Richard Stallman is the creator of the Open Source movement, and this book is a collection of several of his most important essay regarding the principles and values behind this movement. Open Source is based on software, and believes that software should not have owners. There are four basic tenets of Open Source: the freedom to run a program for any purpose, the freedom to modify a program, the freedom to redistribute a program with or without a fee, and the freedom to distribute modifications you made to a program for the benefit of others. The internet was founded on a similar set of principles – the free interchange of intellectual property, products and ideas, and the ability to use and build on that property for new creative works. Stallman wants to do away with software “piracy” (and other kinds of piracy as well), and get back to more community ownership and “the commons”. He argues that it is not theft to make a copy of something – the person you took from still has the original, and now you both can build on it and modify it as you wish. The ideas behind Creative Commons stem from these beliefs.
Stallman advocates more direct, individual ownership versus corporate or “unseen ownership”. Society needs more information made directly available to citizens, and our insistence that the author is more important than the user is misguided and harmful. Voluntary cooperation is needed to create an online commons, a world of resources and tools both academic and creative, that we can take and grow from. These essays illustrate how the public domain is good for society, and the most important thing to citizens is freedom.
Another brainchild of Stallman’s, the GNU Public License or GPL, is directly responsible for the emergence of Creative Commons licensing online. It was a way to take back the copyright protections and control that had been increasingly handed over to large corporations. It stresses the importance of the public domain and its necessity for all creative individuals.
There has been a recent moral schism between Open Source/GNU and the Creative Commons world. Stallman believes that Creative Commons is starting to veer away from the original ideals of Open Source, and does not have enough legal ground or strict-enough rules to govern it. He believes Creative Commons allows for too much misuse and misinterpretation, and no longer wants his name referenced with it. Stallman disagrees with the options Creative Commons allows for strictly commercial uses, and the restriction on derivative works. These are valid concerns for someone whose name is still attached to Creative Commons history. But giving more control to copyright content owners, and allowing people to license their work as they wish means just that – there needs to be room for everyone’s interests and goals. It is better to have these varied options and create the desired public domain, than to not have it at all.
Stallman advocates more direct, individual ownership versus corporate or “unseen ownership”. Society needs more information made directly available to citizens, and our insistence that the author is more important than the user is misguided and harmful. Voluntary cooperation is needed to create an online commons, a world of resources and tools both academic and creative, that we can take and grow from. These essays illustrate how the public domain is good for society, and the most important thing to citizens is freedom.
Another brainchild of Stallman’s, the GNU Public License or GPL, is directly responsible for the emergence of Creative Commons licensing online. It was a way to take back the copyright protections and control that had been increasingly handed over to large corporations. It stresses the importance of the public domain and its necessity for all creative individuals.
There has been a recent moral schism between Open Source/GNU and the Creative Commons world. Stallman believes that Creative Commons is starting to veer away from the original ideals of Open Source, and does not have enough legal ground or strict-enough rules to govern it. He believes Creative Commons allows for too much misuse and misinterpretation, and no longer wants his name referenced with it. Stallman disagrees with the options Creative Commons allows for strictly commercial uses, and the restriction on derivative works. These are valid concerns for someone whose name is still attached to Creative Commons history. But giving more control to copyright content owners, and allowing people to license their work as they wish means just that – there needs to be room for everyone’s interests and goals. It is better to have these varied options and create the desired public domain, than to not have it at all.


● Your task:
Determine how many lines of the material below include "were", and reply with that number alone.

┄┄┄┄┄┄┄┄┄┄┄┄┄┄┄┄┄┄┄┄

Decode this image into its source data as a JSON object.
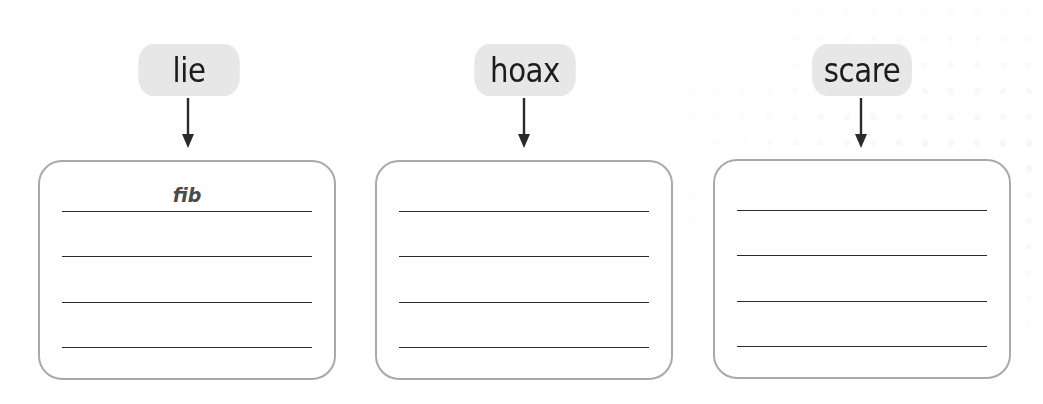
{
  "activity": {
    "items": [
      {
        "word": "lie",
        "answers": [
          "fib",
          "",
          "",
          ""
        ]
      },
      {
        "word": "hoax",
        "answers": [
          "",
          "",
          "",
          ""
        ]
      },
      {
        "word": "scare",
        "answers": [
          "",
          "",
          "",
          ""
        ]
      }
    ]
  },
  "colors": {
    "pill": "#e7e7e7",
    "box_border": "#a9a9a9",
    "line": "#2a2a2a",
    "answer_text": "#4a4a4a"
  },
  "icons": {
    "arrow": "arrow-down-icon"
  }
}
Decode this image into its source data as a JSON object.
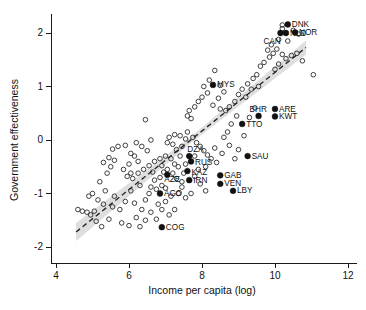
{
  "chart_data": {
    "type": "scatter",
    "title": "",
    "xlabel": "Income per capita (log)",
    "ylabel": "Government effectiveness",
    "xlim": [
      3.6,
      12.4
    ],
    "ylim": [
      -2.35,
      2.35
    ],
    "xticks": [
      4,
      6,
      8,
      10,
      12
    ],
    "yticks": [
      2,
      1,
      0,
      -1,
      -2
    ],
    "xtick_labels": [
      "4",
      "6",
      "8",
      "10",
      "12"
    ],
    "ytick_labels": [
      "2",
      "1",
      "0",
      "-1",
      "-2"
    ],
    "grid": false,
    "legend": "none",
    "marker_open_meaning": "unlabelled countries",
    "marker_filled_meaning": "labelled resource-rich countries",
    "trend": {
      "style": "dashed",
      "color": "#242424",
      "x_start": 4.55,
      "y_start": -1.72,
      "x_end": 10.85,
      "y_end": 1.73,
      "band_color": "#c9c9c9",
      "band_half_width_start": 0.17,
      "band_half_width_mid": 0.06,
      "band_half_width_end": 0.13
    },
    "labeled_points": [
      {
        "label": "DNK",
        "x": 10.35,
        "y": 2.16,
        "label_dx": 4,
        "label_dy": 2.6
      },
      {
        "label": "NOR",
        "x": 10.55,
        "y": 2.01,
        "label_dx": 4,
        "label_dy": 2.6
      },
      {
        "label": "NLD",
        "x": 10.3,
        "y": 2.0,
        "label_dx": 4,
        "label_dy": 2.6
      },
      {
        "label": "CAN",
        "x": 10.15,
        "y": 2.0,
        "label_dx": -17,
        "label_dy": 11
      },
      {
        "label": "MYS",
        "x": 8.3,
        "y": 1.03,
        "label_dx": 4,
        "label_dy": 2.6
      },
      {
        "label": "ARE",
        "x": 10.0,
        "y": 0.58,
        "label_dx": 4,
        "label_dy": 2.6
      },
      {
        "label": "BHR",
        "x": 9.55,
        "y": 0.45,
        "label_dx": -9,
        "label_dy": -4
      },
      {
        "label": "KWT",
        "x": 10.0,
        "y": 0.44,
        "label_dx": 4,
        "label_dy": 2.6
      },
      {
        "label": "TTO",
        "x": 9.1,
        "y": 0.3,
        "label_dx": 4,
        "label_dy": 2.6
      },
      {
        "label": "SAU",
        "x": 9.25,
        "y": -0.3,
        "label_dx": 4,
        "label_dy": 2.6
      },
      {
        "label": "DZA",
        "x": 7.65,
        "y": -0.3,
        "label_dx": -2,
        "label_dy": -4
      },
      {
        "label": "RUS",
        "x": 7.7,
        "y": -0.4,
        "label_dx": 4,
        "label_dy": 3.6
      },
      {
        "label": "KAZ",
        "x": 7.6,
        "y": -0.58,
        "label_dx": 4,
        "label_dy": 3.6
      },
      {
        "label": "GAB",
        "x": 8.5,
        "y": -0.66,
        "label_dx": 4,
        "label_dy": 2.6
      },
      {
        "label": "IRN",
        "x": 7.65,
        "y": -0.75,
        "label_dx": 4,
        "label_dy": 2.6
      },
      {
        "label": "AZE",
        "x": 7.05,
        "y": -0.65,
        "label_dx": -3,
        "label_dy": 7.5
      },
      {
        "label": "VEN",
        "x": 8.5,
        "y": -0.82,
        "label_dx": 4,
        "label_dy": 2.6
      },
      {
        "label": "LBY",
        "x": 8.85,
        "y": -0.95,
        "label_dx": 4,
        "label_dy": 2.6
      },
      {
        "label": "AGO",
        "x": 6.85,
        "y": -1.0,
        "label_dx": 4,
        "label_dy": 2.6
      },
      {
        "label": "COG",
        "x": 6.9,
        "y": -1.63,
        "label_dx": 4,
        "label_dy": 2.6
      }
    ],
    "unlabeled_points": [
      {
        "x": 4.72,
        "y": -1.33
      },
      {
        "x": 4.85,
        "y": -1.35
      },
      {
        "x": 4.95,
        "y": -1.4
      },
      {
        "x": 5.05,
        "y": -1.33
      },
      {
        "x": 4.9,
        "y": -1.05
      },
      {
        "x": 5.0,
        "y": -1.0
      },
      {
        "x": 5.15,
        "y": -1.12
      },
      {
        "x": 5.3,
        "y": -1.2
      },
      {
        "x": 5.45,
        "y": -1.48
      },
      {
        "x": 5.55,
        "y": -1.25
      },
      {
        "x": 5.6,
        "y": -1.05
      },
      {
        "x": 5.35,
        "y": -0.95
      },
      {
        "x": 5.2,
        "y": -0.78
      },
      {
        "x": 5.4,
        "y": -0.62
      },
      {
        "x": 5.5,
        "y": -0.5
      },
      {
        "x": 5.3,
        "y": -0.42
      },
      {
        "x": 5.45,
        "y": -0.33
      },
      {
        "x": 5.6,
        "y": -0.38
      },
      {
        "x": 5.55,
        "y": -0.17
      },
      {
        "x": 5.7,
        "y": -0.12
      },
      {
        "x": 5.9,
        "y": -0.1
      },
      {
        "x": 6.05,
        "y": -0.25
      },
      {
        "x": 6.15,
        "y": -0.3
      },
      {
        "x": 6.0,
        "y": -0.45
      },
      {
        "x": 5.85,
        "y": -0.55
      },
      {
        "x": 5.95,
        "y": -0.68
      },
      {
        "x": 6.1,
        "y": -0.72
      },
      {
        "x": 6.25,
        "y": -0.62
      },
      {
        "x": 6.4,
        "y": -0.55
      },
      {
        "x": 6.3,
        "y": -0.85
      },
      {
        "x": 6.05,
        "y": -0.95
      },
      {
        "x": 5.9,
        "y": -1.15
      },
      {
        "x": 5.75,
        "y": -1.3
      },
      {
        "x": 5.8,
        "y": -1.55
      },
      {
        "x": 6.0,
        "y": -1.6
      },
      {
        "x": 6.2,
        "y": -1.45
      },
      {
        "x": 6.35,
        "y": -1.3
      },
      {
        "x": 6.45,
        "y": -1.12
      },
      {
        "x": 6.55,
        "y": -1.0
      },
      {
        "x": 6.6,
        "y": -0.88
      },
      {
        "x": 6.75,
        "y": -0.92
      },
      {
        "x": 6.9,
        "y": -0.85
      },
      {
        "x": 7.0,
        "y": -0.9
      },
      {
        "x": 6.7,
        "y": -0.75
      },
      {
        "x": 6.85,
        "y": -0.7
      },
      {
        "x": 6.95,
        "y": -0.6
      },
      {
        "x": 7.05,
        "y": -0.55
      },
      {
        "x": 6.65,
        "y": -0.6
      },
      {
        "x": 6.55,
        "y": -0.48
      },
      {
        "x": 6.7,
        "y": -0.4
      },
      {
        "x": 6.85,
        "y": -0.35
      },
      {
        "x": 7.0,
        "y": -0.3
      },
      {
        "x": 7.15,
        "y": -0.35
      },
      {
        "x": 7.25,
        "y": -0.45
      },
      {
        "x": 7.35,
        "y": -0.5
      },
      {
        "x": 7.2,
        "y": -0.62
      },
      {
        "x": 7.3,
        "y": -0.72
      },
      {
        "x": 7.45,
        "y": -0.78
      },
      {
        "x": 7.5,
        "y": -0.62
      },
      {
        "x": 7.4,
        "y": -0.3
      },
      {
        "x": 7.3,
        "y": -0.18
      },
      {
        "x": 7.45,
        "y": -0.12
      },
      {
        "x": 7.2,
        "y": -0.08
      },
      {
        "x": 7.05,
        "y": -0.05
      },
      {
        "x": 7.1,
        "y": 0.05
      },
      {
        "x": 7.25,
        "y": 0.1
      },
      {
        "x": 7.4,
        "y": 0.08
      },
      {
        "x": 7.55,
        "y": 0.02
      },
      {
        "x": 7.6,
        "y": 0.15
      },
      {
        "x": 7.75,
        "y": 0.05
      },
      {
        "x": 7.85,
        "y": -0.05
      },
      {
        "x": 7.95,
        "y": -0.12
      },
      {
        "x": 8.05,
        "y": -0.2
      },
      {
        "x": 8.15,
        "y": -0.28
      },
      {
        "x": 8.25,
        "y": -0.35
      },
      {
        "x": 8.4,
        "y": -0.42
      },
      {
        "x": 8.1,
        "y": -0.5
      },
      {
        "x": 7.9,
        "y": -0.55
      },
      {
        "x": 7.8,
        "y": -0.68
      },
      {
        "x": 7.95,
        "y": -0.82
      },
      {
        "x": 8.1,
        "y": -0.95
      },
      {
        "x": 7.7,
        "y": -1.0
      },
      {
        "x": 7.55,
        "y": -1.08
      },
      {
        "x": 7.35,
        "y": -1.0
      },
      {
        "x": 7.15,
        "y": -1.05
      },
      {
        "x": 7.0,
        "y": -1.15
      },
      {
        "x": 6.8,
        "y": -1.2
      },
      {
        "x": 6.6,
        "y": -1.35
      },
      {
        "x": 6.45,
        "y": -1.5
      },
      {
        "x": 6.3,
        "y": -1.62
      },
      {
        "x": 6.9,
        "y": -1.3
      },
      {
        "x": 7.1,
        "y": -1.4
      },
      {
        "x": 6.5,
        "y": -0.2
      },
      {
        "x": 6.35,
        "y": -0.12
      },
      {
        "x": 6.2,
        "y": -0.05
      },
      {
        "x": 6.45,
        "y": 0.38
      },
      {
        "x": 6.6,
        "y": 0.0
      },
      {
        "x": 7.6,
        "y": 0.45
      },
      {
        "x": 7.7,
        "y": 0.4
      },
      {
        "x": 7.65,
        "y": 0.55
      },
      {
        "x": 7.8,
        "y": 0.62
      },
      {
        "x": 7.9,
        "y": 0.72
      },
      {
        "x": 8.0,
        "y": 0.8
      },
      {
        "x": 8.15,
        "y": 0.88
      },
      {
        "x": 8.05,
        "y": 1.0
      },
      {
        "x": 8.2,
        "y": 1.12
      },
      {
        "x": 8.35,
        "y": 1.3
      },
      {
        "x": 8.5,
        "y": 1.02
      },
      {
        "x": 8.6,
        "y": 0.9
      },
      {
        "x": 8.45,
        "y": 0.78
      },
      {
        "x": 8.3,
        "y": 0.65
      },
      {
        "x": 8.5,
        "y": 0.58
      },
      {
        "x": 8.65,
        "y": 0.55
      },
      {
        "x": 8.75,
        "y": 0.62
      },
      {
        "x": 8.9,
        "y": 0.72
      },
      {
        "x": 9.0,
        "y": 0.85
      },
      {
        "x": 9.1,
        "y": 0.95
      },
      {
        "x": 9.25,
        "y": 1.05
      },
      {
        "x": 9.4,
        "y": 1.15
      },
      {
        "x": 9.5,
        "y": 1.22
      },
      {
        "x": 9.35,
        "y": 0.95
      },
      {
        "x": 9.2,
        "y": 0.8
      },
      {
        "x": 8.95,
        "y": 0.45
      },
      {
        "x": 8.8,
        "y": 0.3
      },
      {
        "x": 8.7,
        "y": 0.15
      },
      {
        "x": 8.6,
        "y": 0.05
      },
      {
        "x": 8.75,
        "y": -0.1
      },
      {
        "x": 8.55,
        "y": -0.25
      },
      {
        "x": 9.0,
        "y": -0.18
      },
      {
        "x": 9.6,
        "y": 1.38
      },
      {
        "x": 9.7,
        "y": 1.45
      },
      {
        "x": 9.85,
        "y": 1.55
      },
      {
        "x": 9.95,
        "y": 1.62
      },
      {
        "x": 10.05,
        "y": 1.7
      },
      {
        "x": 10.2,
        "y": 1.6
      },
      {
        "x": 10.3,
        "y": 1.52
      },
      {
        "x": 10.1,
        "y": 1.42
      },
      {
        "x": 10.0,
        "y": 1.32
      },
      {
        "x": 10.45,
        "y": 1.58
      },
      {
        "x": 10.6,
        "y": 1.62
      },
      {
        "x": 10.75,
        "y": 1.48
      },
      {
        "x": 11.05,
        "y": 1.22
      },
      {
        "x": 10.2,
        "y": 2.15
      },
      {
        "x": 10.2,
        "y": 2.08
      },
      {
        "x": 10.5,
        "y": 2.05
      },
      {
        "x": 10.65,
        "y": 1.98
      },
      {
        "x": 10.1,
        "y": 1.88
      },
      {
        "x": 9.9,
        "y": 1.78
      },
      {
        "x": 10.35,
        "y": 1.85
      },
      {
        "x": 9.8,
        "y": 1.68
      },
      {
        "x": 9.55,
        "y": 1.0
      },
      {
        "x": 9.45,
        "y": 0.6
      },
      {
        "x": 9.3,
        "y": 0.42
      },
      {
        "x": 4.6,
        "y": -1.3
      },
      {
        "x": 5.1,
        "y": -1.52
      },
      {
        "x": 5.25,
        "y": -1.62
      },
      {
        "x": 6.15,
        "y": -1.18
      },
      {
        "x": 6.75,
        "y": -1.48
      },
      {
        "x": 7.25,
        "y": -1.3
      },
      {
        "x": 8.35,
        "y": -0.15
      },
      {
        "x": 8.9,
        "y": -0.35
      },
      {
        "x": 9.15,
        "y": 0.08
      },
      {
        "x": 6.25,
        "y": -0.4
      },
      {
        "x": 6.9,
        "y": -0.48
      },
      {
        "x": 7.55,
        "y": -0.45
      },
      {
        "x": 7.45,
        "y": -0.88
      },
      {
        "x": 7.8,
        "y": -0.3
      },
      {
        "x": 6.05,
        "y": -0.62
      }
    ]
  }
}
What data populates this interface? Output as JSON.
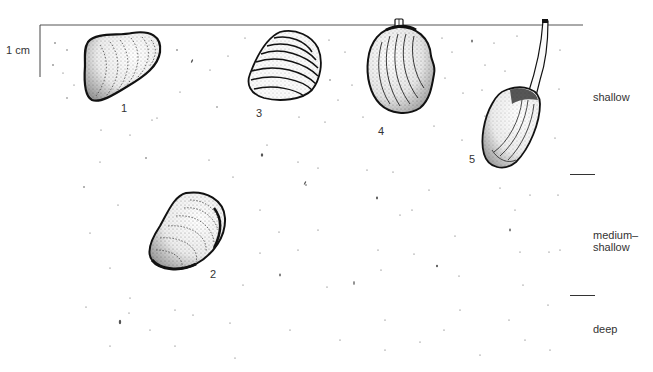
{
  "scale": {
    "label": "1 cm"
  },
  "specimens": [
    {
      "id": "1",
      "label": "1",
      "depth_zone": "shallow"
    },
    {
      "id": "2",
      "label": "2",
      "depth_zone": "medium-shallow"
    },
    {
      "id": "3",
      "label": "3",
      "depth_zone": "shallow"
    },
    {
      "id": "4",
      "label": "4",
      "depth_zone": "shallow"
    },
    {
      "id": "5",
      "label": "5",
      "depth_zone": "shallow"
    }
  ],
  "depth_zones": [
    {
      "label": "shallow"
    },
    {
      "label_line1": "medium–",
      "label_line2": "shallow"
    },
    {
      "label": "deep"
    }
  ],
  "colors": {
    "ink": "#1a1a1a",
    "surface_line": "#555555",
    "background": "#ffffff"
  }
}
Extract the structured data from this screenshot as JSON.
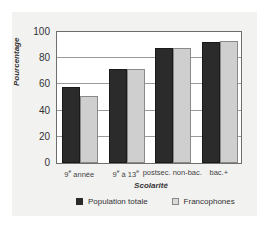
{
  "chart_data": {
    "type": "bar",
    "title": "",
    "xlabel": "Scolarité",
    "ylabel": "Pourcentage",
    "ylim": [
      0,
      100
    ],
    "yticks": [
      0,
      20,
      40,
      60,
      80,
      100
    ],
    "grid": true,
    "legend_position": "bottom",
    "categories": [
      "9e année",
      "9e à 13e",
      "postsec. non-bac.",
      "bac.+"
    ],
    "category_labels": [
      {
        "main": "9",
        "sup": "e",
        "rest": " année"
      },
      {
        "main": "9",
        "sup": "e",
        "rest": " à 13",
        "sup2": "e"
      },
      {
        "main": "postsec. non-bac.",
        "sup": "",
        "rest": ""
      },
      {
        "main": "bac.+",
        "sup": "",
        "rest": ""
      }
    ],
    "series": [
      {
        "name": "Population totale",
        "color": "#2b2b2b",
        "values": [
          58,
          72,
          88,
          92
        ]
      },
      {
        "name": "Francophones",
        "color": "#cfcfcf",
        "values": [
          51,
          72,
          88,
          93
        ]
      }
    ]
  },
  "legend": {
    "items": [
      "Population totale",
      "Francophones"
    ]
  }
}
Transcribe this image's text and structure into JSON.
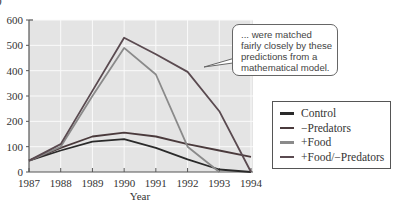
{
  "panel_label": ")",
  "callout": {
    "lines": [
      "... were matched",
      "fairly closely by these",
      "predictions from a",
      "mathematical model."
    ]
  },
  "legend": {
    "items": [
      {
        "label": "Control",
        "color": "#2a2a2a"
      },
      {
        "label": "−Predators",
        "color": "#4a3a3c"
      },
      {
        "label": "+Food",
        "color": "#8a8a8a"
      },
      {
        "label": "+Food/−Predators",
        "color": "#5a4a50"
      }
    ]
  },
  "chart_data": {
    "type": "line",
    "title": "",
    "xlabel": "Year",
    "ylabel": "",
    "x": [
      1987,
      1988,
      1989,
      1990,
      1991,
      1992,
      1993,
      1994
    ],
    "xticks": [
      "1987",
      "1988",
      "1989",
      "1990",
      "1991",
      "1992",
      "1993",
      "1994"
    ],
    "yticks": [
      0,
      100,
      200,
      300,
      400,
      500,
      600
    ],
    "ylim": [
      0,
      600
    ],
    "grid": true,
    "legend_position": "right",
    "series": [
      {
        "name": "Control",
        "color": "#2a2a2a",
        "values": [
          45,
          85,
          120,
          130,
          95,
          50,
          10,
          0
        ]
      },
      {
        "name": "−Predators",
        "color": "#4a3a3c",
        "values": [
          45,
          95,
          140,
          155,
          140,
          110,
          85,
          60
        ]
      },
      {
        "name": "+Food",
        "color": "#8a8a8a",
        "values": [
          45,
          100,
          300,
          490,
          385,
          100,
          0,
          null
        ]
      },
      {
        "name": "+Food/−Predators",
        "color": "#5a4a50",
        "values": [
          45,
          110,
          320,
          530,
          465,
          395,
          240,
          0
        ]
      }
    ],
    "annotations": [
      "... were matched fairly closely by these predictions from a mathematical model."
    ]
  }
}
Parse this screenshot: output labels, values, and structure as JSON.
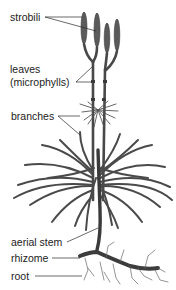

┄┄┄┄┄┄┄┄┄┄┄┄┄┄┄┄┄┄┄┄

● Expected answer:
2